Dead
THE SECRET OF IMMORTALITY --- THE TOMBMAKERS VILLAGE
What would you do if you discovered how to be immortal?
The last thing you’d expect to do as you walk to the podium to give the keynote speech at a prestigious conference is drop dead. The timing on this occasion was dreadfully unfortunate as well because Professor John Wainright’s life ended just before he had a chance to eat a magnificent lunch on this, the first day of the International Conference on Life Research being held in Kingston, Ontario, Canada.
The irony.
Before the chatter and dark humor set in among the three hundred and fifty conference delegates there were shrieks and screams and yells and cries for help when – and it happened very quickly – he stopped talking, gasped for air, stumbled into the lecturn and then crashed off the stage onto the delegates’ floor below.
Professor John Wainright had just started his speech. He knew it was going to be a good one. A really good one. Great, in fact. This would be the most momentous day of his life had he not died at such an inconvenient moment. That said, dying is quite momentous in one’s life.
He was about to tell a secret: a secret so big that he didn’t write anything ahead of time in case his notes were discovered. He was a knowledge keeper, but on the verge of announcing something to the world that would change everything – forever.
Of course, this being a really good secret, only he knew about it. The whole secret, that is. John Wainright had taken just one precaution with his secret in case he was hit by a bus or something hard and death-making like that, or he was murdered. He made it possible for the secret to be passed on, even if he was dead. If it was meant to be, he had convinced himself one night after several drams of Scotch, then it will be.
None of this was on the mind of Tom Carrott as he watched his boss tumble off the stage. Tom was the Associate Director of the Life Research Group – the LRG – at King’s University where the conference was being held, and at this moment he had no idea that his future, and possibly the world’s, was going to change.
Tom ran from the back of the conference room to the crumpled professor’s body at the foot of the stage. He squeezed in among the others hovering over John Wainright and knelt down beside his lifeless mentor. Tom’s first thought was how much the lumps and cuts on his mentor’s head would be hurting until he realized the professor was dead. It seemed to take forever for an emergency response team to arrive, but everyone knew it was already too late. It may have been the broken neck hinted at by the professor’s head lying at a right angle to his body that gave it away. That, and the blood flowing out of his mouth. And the bone sticking out of his neck.
Professor John Wainright. Aged 65. Died spectacularly. Cause unknown. Heart? Accident prone? Untied shoelace? Bad genes? Murder?
Death.
********
‘Imagine if you no longer existed El,’ Tom said to Eloise, his girlfriend and colleague in the LRG, as they stood watching Profesor Wainright’s body being wheeled passed them to the ambulance. ‘Tomorrow the world would still carry on. And the next day. And the next day after that. Days would turn into nights which would turn into days, people would go to work, kids would go to school, news would keep occurring, and friends and family would think about you from time to time. But you would no longer exist.’
‘We all know we’re going to die Tom, but no-one really thinks about it. It’s just hard to imagine that we’ll no longer, you know, ‘be here’. But if we’re not here, could we be somewhere else? And if we were, then how?’
As of 12:15pm on this sunny September Tuesday, just before a splendid lunch, Professor John Wainright was officially no longer here.
But something didn’t seem quite right.
And it was about to get even less right.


Brief - What is needed is every line of the material that contains "Cumulative".

Given entries -

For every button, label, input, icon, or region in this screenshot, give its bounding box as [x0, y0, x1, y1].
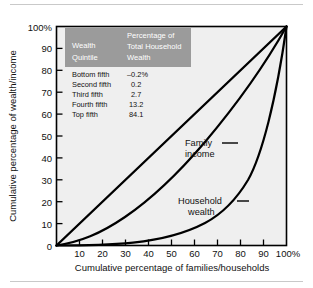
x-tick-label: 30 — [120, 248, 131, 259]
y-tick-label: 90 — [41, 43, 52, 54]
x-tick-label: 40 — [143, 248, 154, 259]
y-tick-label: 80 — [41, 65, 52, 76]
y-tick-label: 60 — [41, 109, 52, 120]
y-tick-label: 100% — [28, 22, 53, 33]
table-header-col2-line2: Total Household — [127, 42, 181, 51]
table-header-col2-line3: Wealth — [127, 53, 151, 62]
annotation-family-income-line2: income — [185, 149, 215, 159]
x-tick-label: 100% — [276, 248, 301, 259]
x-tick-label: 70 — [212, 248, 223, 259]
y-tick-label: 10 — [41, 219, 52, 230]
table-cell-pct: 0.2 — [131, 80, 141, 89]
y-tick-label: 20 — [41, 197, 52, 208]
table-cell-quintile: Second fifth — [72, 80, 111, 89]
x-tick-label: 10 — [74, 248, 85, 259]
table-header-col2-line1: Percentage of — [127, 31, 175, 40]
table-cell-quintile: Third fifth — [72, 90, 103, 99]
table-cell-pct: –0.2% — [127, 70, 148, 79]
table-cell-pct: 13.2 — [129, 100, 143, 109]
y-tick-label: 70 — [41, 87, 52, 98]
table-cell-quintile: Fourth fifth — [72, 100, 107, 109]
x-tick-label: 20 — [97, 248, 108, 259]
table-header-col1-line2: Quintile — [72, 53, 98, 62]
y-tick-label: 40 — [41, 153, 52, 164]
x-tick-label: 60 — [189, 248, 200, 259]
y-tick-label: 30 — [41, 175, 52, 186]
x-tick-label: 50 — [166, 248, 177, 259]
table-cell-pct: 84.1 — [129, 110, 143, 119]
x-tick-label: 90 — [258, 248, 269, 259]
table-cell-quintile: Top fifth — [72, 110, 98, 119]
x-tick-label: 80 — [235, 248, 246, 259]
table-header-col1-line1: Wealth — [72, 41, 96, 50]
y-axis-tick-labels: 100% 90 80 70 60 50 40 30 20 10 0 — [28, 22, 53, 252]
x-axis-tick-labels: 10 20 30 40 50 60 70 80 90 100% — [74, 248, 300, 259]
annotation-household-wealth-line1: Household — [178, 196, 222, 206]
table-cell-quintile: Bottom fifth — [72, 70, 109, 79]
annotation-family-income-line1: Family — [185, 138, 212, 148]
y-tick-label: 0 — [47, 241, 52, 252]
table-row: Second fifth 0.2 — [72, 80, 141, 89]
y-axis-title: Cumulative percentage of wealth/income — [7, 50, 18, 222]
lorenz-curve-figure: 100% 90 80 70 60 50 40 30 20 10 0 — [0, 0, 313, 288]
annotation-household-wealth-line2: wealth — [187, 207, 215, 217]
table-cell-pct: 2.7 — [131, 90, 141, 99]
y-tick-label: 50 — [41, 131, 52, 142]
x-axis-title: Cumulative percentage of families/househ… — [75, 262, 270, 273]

Response -
y-axis-title: Cumulative percentage of wealth/income — [7, 50, 18, 222]
x-axis-title: Cumulative percentage of families/househ… — [75, 262, 270, 273]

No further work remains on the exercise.